Documentary goes behind the scenes at iconic fashion mag
The common wisdom regarding high fashion is that it favours the fresh the young the future — a limited view pushed to a detriment by all the major figures in The September Issue director R.J. Cutler’s documentary about the creation of Vogue magazine’s 2007 fall fashion issue. The long-canonized conservatively styled Vogue and its top movers-and-shakers are anything but young and fresh-faced but you’d be hard-pressed to portray editor-in-chief Anna Wintour and creative director Grace Coddington as anything but forward-looking despite the length and depth of their experience. Nor does the magazine-cum-global-brand rest on its considerable laurels. Early in the documentary we see that by midsummer the December issue is nearly mature even while the eponymous issue looms a target treated with reverence and gravity.

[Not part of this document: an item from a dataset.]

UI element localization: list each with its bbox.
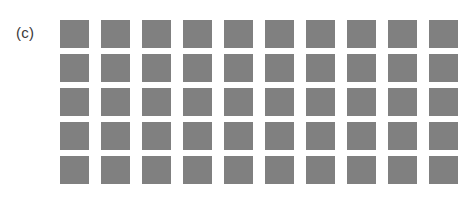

The fashion world is notoriously insular with great pride placed in knowing the right names and brands. If there’s a household name in the bunch it’s the hawkish Ms. Wintour. As editor-in-chief she stubbornly refuses to show her hand which is very much the point and the weakest segment of the film sees the filmmakers ham-fist a wistful piano line onto the soundtrack when we tour her home. Despite Wintour’s best efforts and her pitch-black sunglasses we do glean bits and pieces about her family past and future if not any revelations about why she is the way she is. Coddington is rendered by the filmmakers as Wintour’s gentle introspective opposite; the creative versus the critical.
The two come to heads in arguments that feel tense and playful professional and personal at the same time. They also seem genuine and rooted in a rare and fascinating mutual respect. Both have searching eyes that the camera lingers on Wintour marking up the poor soul or garment across the desk Coddington surveying and brainstorming in Versailles’ splendorous gardens. All other characters are peripheral either brightening the corners or blending in with the buffed and pristine office settings.

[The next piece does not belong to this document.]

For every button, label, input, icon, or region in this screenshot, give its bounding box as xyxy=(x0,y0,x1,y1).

Cutler turns out an efficient well-tuned product pairing eye candy with industry propaganda and genuine insight without leaning too hard on platitudes or the obvious glitz of the business. The film is proud light and considered where it could easily have been glib or empty-headed and the documentary crew only occasionally strays too far into heavy-handed sentimentality and open adoration. The September Issue will be a boon to those with even a passing interest in fashion print media or the intersection between art and commerce as viewers share in the real joy of creation and the harsh reality of a pulled spread.